6.BaseTaskEnv & RLTaskEnv#
BaseTaskEnv (core behavior)#
Default observation: returns the simulator’s TensorState directly via
_observation(env_states)
(structured tensor, not flattened).Initialization: accepts a
ScenarioCfg
or a pre‑builtBaseSimHandler
. Internally resolves the handler and callslaunch()
.Callbacks:
pre_physics_step_callback
,post_physics_step_callback
,reset_callback
,close_callback
.Episode control: per‑env step counter
self._episode_steps
; timeout handled by_time_out
(default based onmax_episode_steps
).Step flow:
pre_physics_step_callback(actions)
handler.set_dof_targets(actions)
handler.simulate()
env_states = handler.get_states()
post_physics_step_callback(env_states)
Compute
reward
,terminated
,timeout
and return(obs, reward, terminated, timeout, info)
withprivileged_observation
.
Reset flow: can use external
states
or fall back to_initial_states
. Callshandler.set_states(...)
, fetchesenv_states
, and resets episode counters.Flexible override: You can also override
step()
andreset()
functions directly, bypassing the callback system entirely.
RLTaskEnv (RL‑friendly extension)#
Observation shape: flattens
TensorState
into a 1D tensor and buildsobservation_space = Box(num_obs,)
.Action handling: derives
action_space
fromrobot.joint_limits
andhandler.get_joint_names(...)
. Instep()
, actions are clamped before being passed toset_dof_targets
.Auto device: defaults to CUDA if available.

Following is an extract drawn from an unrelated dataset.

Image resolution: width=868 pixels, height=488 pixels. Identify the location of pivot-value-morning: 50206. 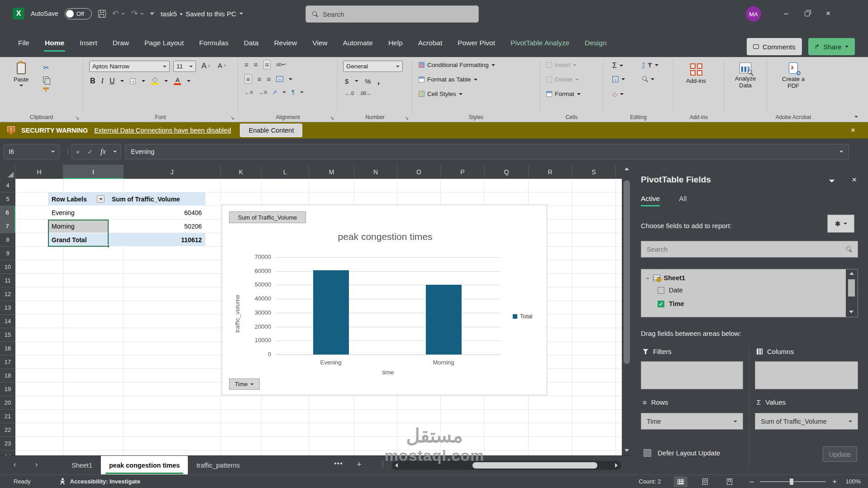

Auto reset on done: after each step, envs flagged by
terminated | time_out
are reset in-place, and their observations refreshed.Initial state acceleration: uses
list_state_to_tensor(handler, _get_initial_states())
to convert list states to tensor states for faster resets.Info payload: includes
privileged_observation
,episode_steps
, and cached raw observationsobservations.raw.obs
.Utilities:
unnormalise_action(a)
maps actions from[-1,1]
to joint physical ranges.
Differences at a Glance#
Aspect |
BaseTaskEnv |
RLTaskEnv |
---|---|---|
Observation return |
TensorState (not flattened) |
Flattened tensor (1D) |
Auto reset |
No |
Yes (on done/timeout) |
Space construction |
Decided by subclass or upper layer |
Auto‑derived obs/action spaces |
Action clamping |
Decided by subclass or upper layer |
Built‑in clamping to joint limits |
Initial state format |
list or tensor |
Auto conversion list → tensor |
Device selection |
Passed by user |
Auto‑select CUDA/CPU |
7. Summary#
Tasks = glue layer between
ScenarioCfg/Handler
(simulation) and learning algorithmsRegistry system (
get_task_class
) makes tasks discoverable by string names.Default
ScenarioCfg
in each task class ensures reproducibility and easy overrides.Two migration methods (Quick vs. Structured) cover integration.